DAVID RICHARDSON
Anyone who works for
DEFRAout there? If so,
please take the time
and trouble to read the
following words
A FEW dry days have enabled us to start catching up with autumn drilling. The land is still turning over like leather and slugs are having field days among the clods. But both winter wheat and winter barley are growing nicely and I am pleased to report that following months of dark frustration my sunny disposition has returned – at least temporarily.
So much so that I want to help our friends at DEFRA understand farming better. Oh, I know they are sometimes impatient with our industry and would be happier if we were not part of their portfolio. But it is only fair to try to explain to them what kind of people farmers are, what makes us tick and why some of the policies they are following will not produce sustainable outcomes, either for food supplies or the environment.
I doubt from DEFRAs public pronouncements that they read farmers weekly. They would surely be better informed if they did. So if anyone knows an official who works for the organisation, perhaps they will be kind enough to tear out this page and pass it on. I will keep it simple so that even they can understand.
The agreed policy of all government ministers is clearly, from recent pronouncements, including those of Lord Haskins, to continue to drive down ex-farm prices until small and inefficient farmers are forced out of business. Large, efficient farmers, the theory goes, will then take over the land vacated by the outgoers. These expansionists will benefit from economies of scale and will be able to produce livestock and crops profitably in open competition with farmers around the world and, crucially, without subsidies. The logic is persuasive. The economics come straight from the textbook. The only snag is it wont work.
If DEFRA readers are still with me and would like to follow further I will examine those theories. First, big farmers can thrive at current world prices without subsidies, which account for about 30% of gross income on most farms. It does not stack up. Export sales, while being vital to some countries, are essentially the market of last resort after domestic needs are satisfied. Prices have little to do with costs of production in the country of origin. They have nothing to do with the costs of production in importing countries. So those countries that exploit land and labour and ignore animal welfare can undercut our costs and survive.
As accountant Deloitte & Touche recently pointed out, its 500-acre clients averaged only £2500 profit last year, including all subsidy payments. Without those subsidies they would have made huge losses. The bigger the farm the bigger the loss and the current year seems set to get worse.
Further, the concept that, having displaced small farmers, big acreage operators will willingly farm at a loss is nonsense. It may be true that some small farmers are more interested in a country lifestyle than they are in making big profits. But the expansionists got where they are by being sharp businessmen. If farming profits fail to recover they wont hang around producing food at a loss. Theyll sell up and move into another industry where profits can be made.
Britain would quickly find itself in a position where farming became an even more marginal industry and land would become difficult to sell or let. Eventually, and given the scale of the current crisis it could happen sooner rather than later, land would be abandoned and revert to scrub. The countryside would change radically. Hedgerows would remain untrimmed and grow across country lanes. As set-aside has shown, nature abhors a vacuum and many more arable fields than at present would grow thistles instead of wheat. Grass would not be grazed nor cut for hay or silage and great chunks of the British landscape would be unmanaged and unattractive.
At the same time food production would decline, from the 60% of all that consumed by 60m people at present to perhaps 50%, perhaps 30%, perhaps less. The difference would have to be imported and while there are some who would be happy to rely on even more imported food, in spite of the health risks and inferior methods by which it may have been produced, the effects on the UK trade balance would be severe. For as the population of the world increases, imported food will not stay cheap and Britain already faces a serious balance of payments crisis not least because of increases in food imports. That in turn could threaten government expenditure previously intended for health and education and/or mean increases in taxation.
I realise, of course, that such matters are the Treasurys business, not DEFRAs. I also accept that neither farming nor agriculture is named in the title of the department. But environment is mentioned and so is food. And as I hope I may have begun to persuade any of its employees who might read this, both depend on a managed and viable farming industry. Furthermore, without that the many and varied rural affairs referred to, which seem to take up most of DEFRAs time and attention, will founder.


**About this task**
Reproduce, exactly and in full, the lines from the one with "Show the detection result for human hair." through the one with "Home in on tire." in the data below; drop pictures.

**Exercise material**
#####
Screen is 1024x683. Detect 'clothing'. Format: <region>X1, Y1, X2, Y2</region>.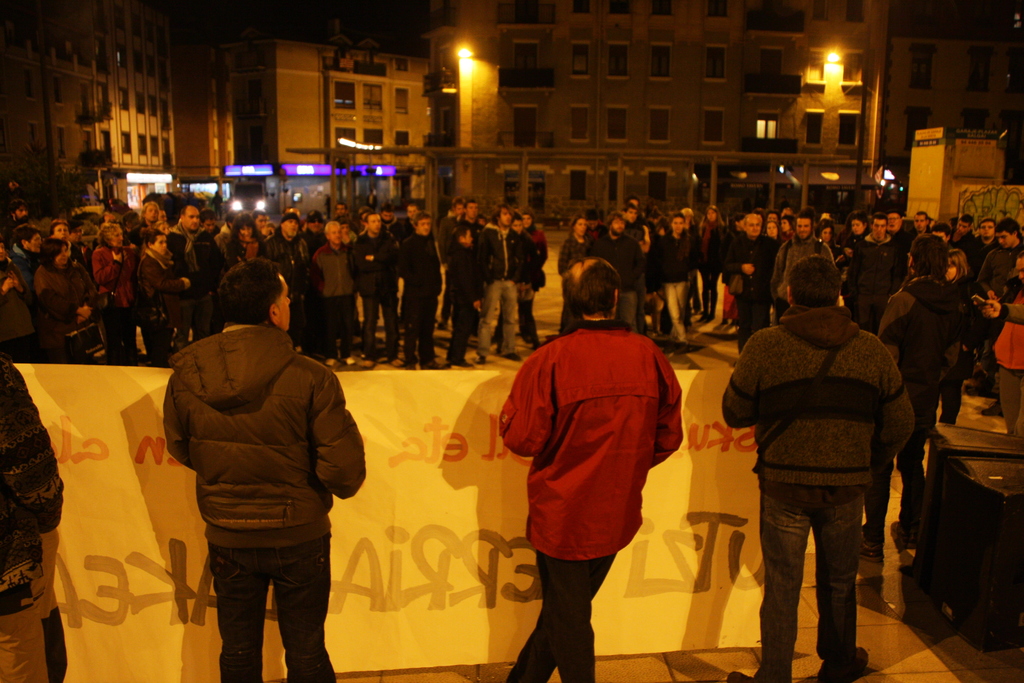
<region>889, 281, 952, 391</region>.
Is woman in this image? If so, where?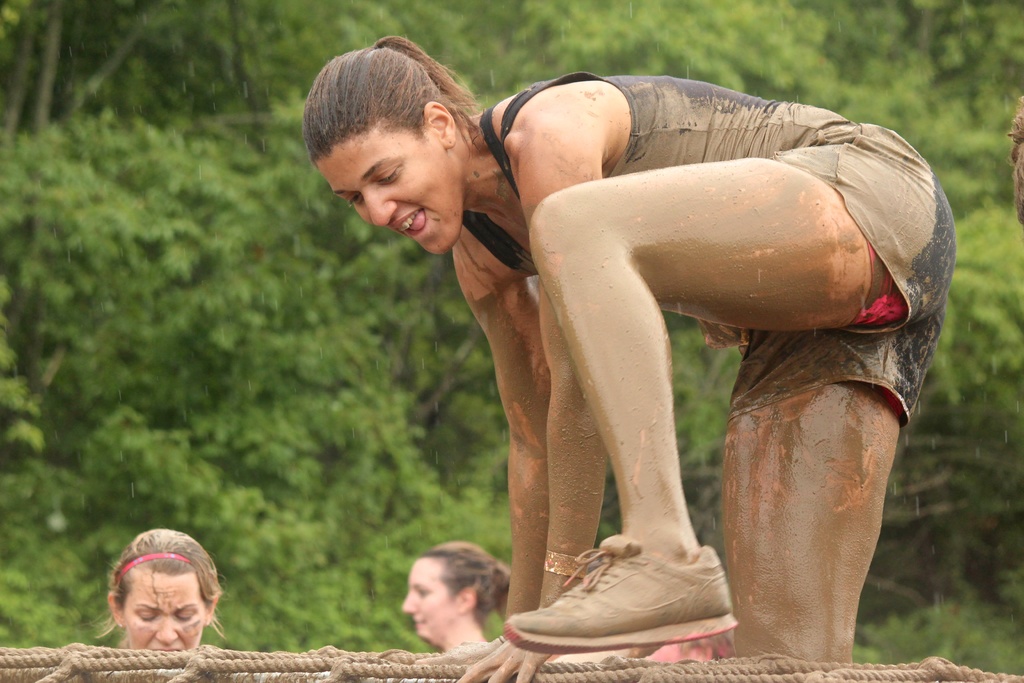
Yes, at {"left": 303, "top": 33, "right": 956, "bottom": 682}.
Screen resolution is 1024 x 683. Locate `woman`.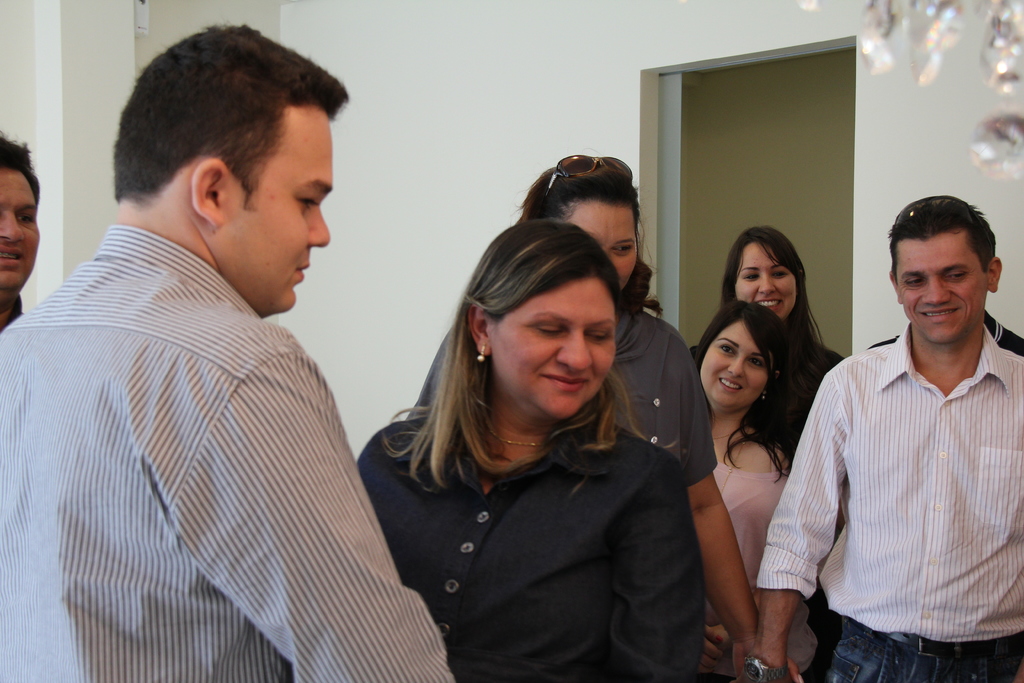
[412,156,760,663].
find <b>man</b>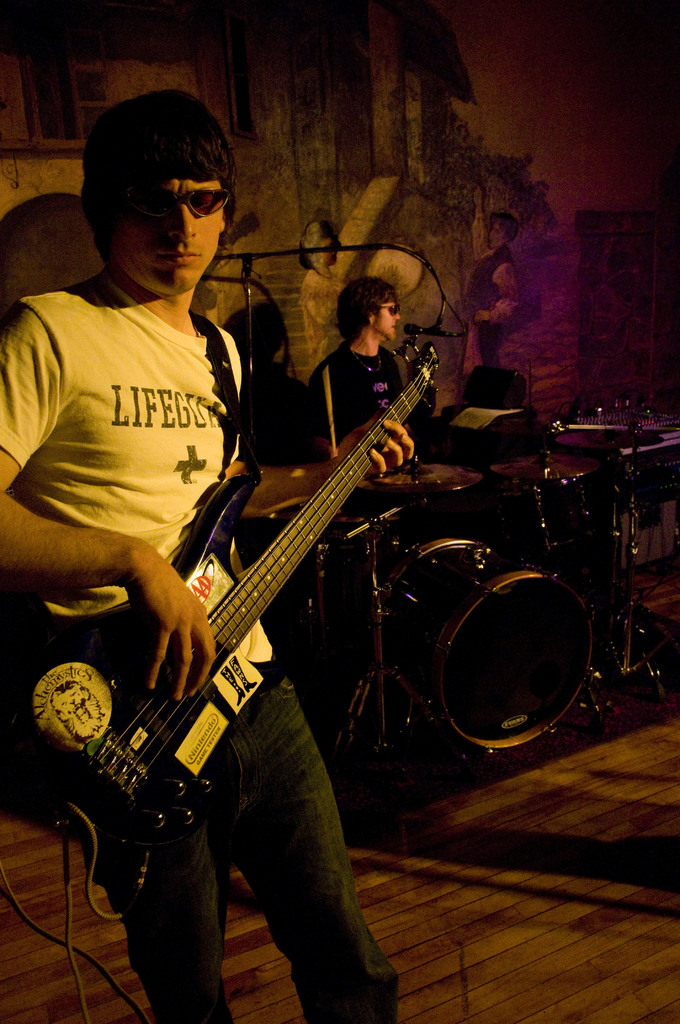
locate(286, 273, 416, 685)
#####
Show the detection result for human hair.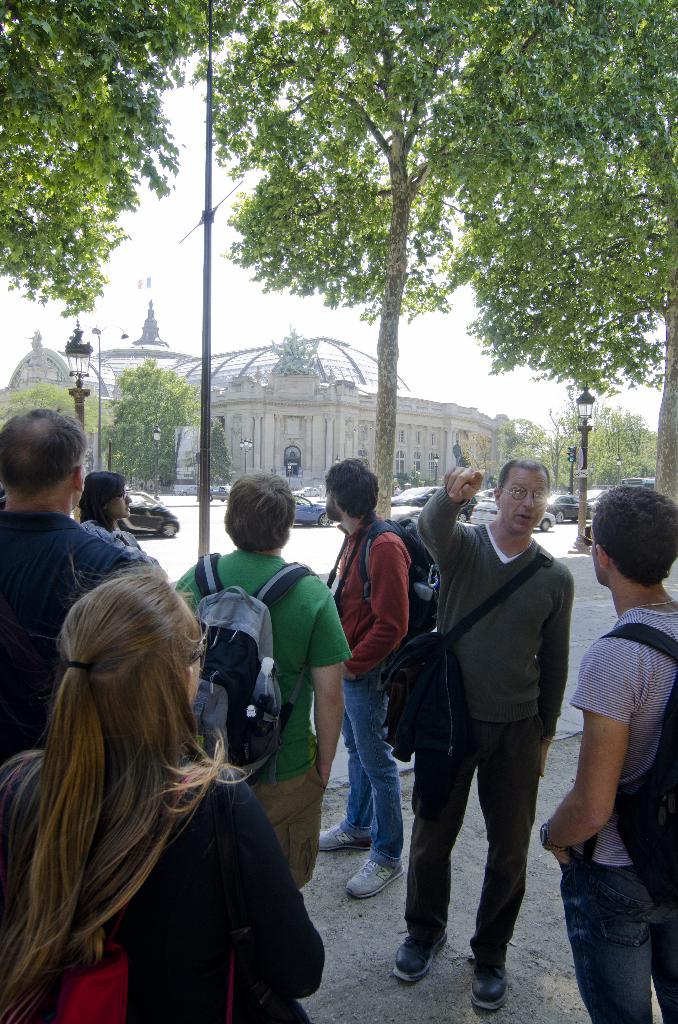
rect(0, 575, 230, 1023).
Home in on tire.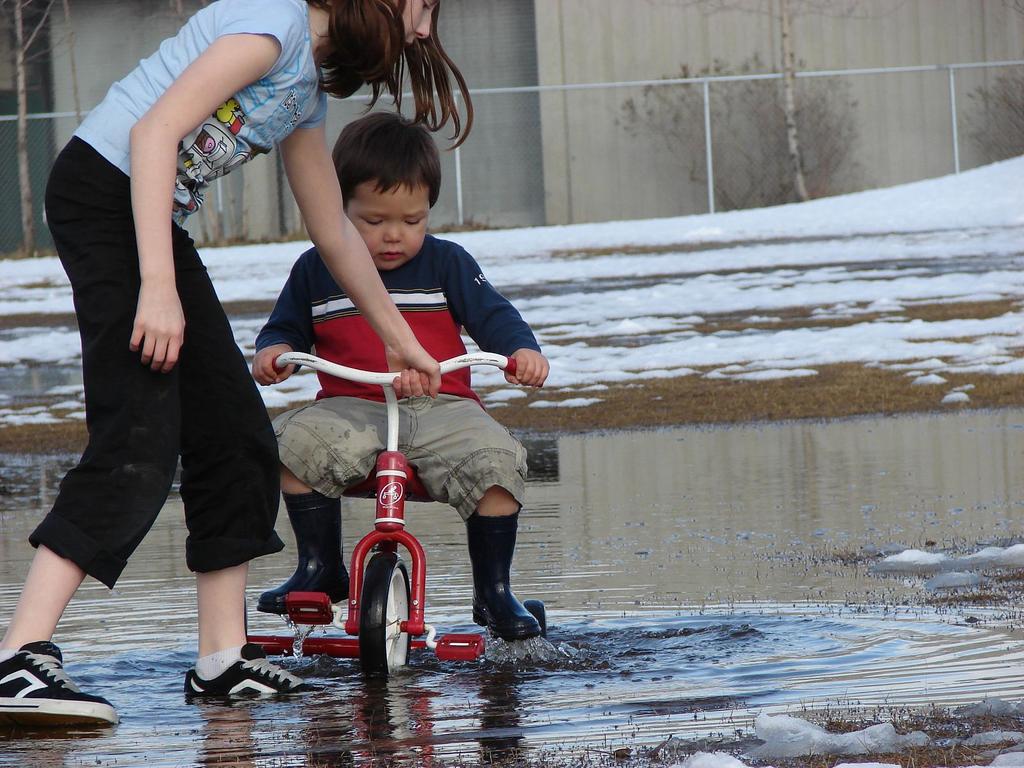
#####
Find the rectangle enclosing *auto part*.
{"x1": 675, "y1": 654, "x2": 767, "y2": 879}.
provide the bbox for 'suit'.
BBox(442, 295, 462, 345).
#####
**Output for this task**
Show the detection result for human hair.
rect(0, 575, 230, 1023).
Home in on tire.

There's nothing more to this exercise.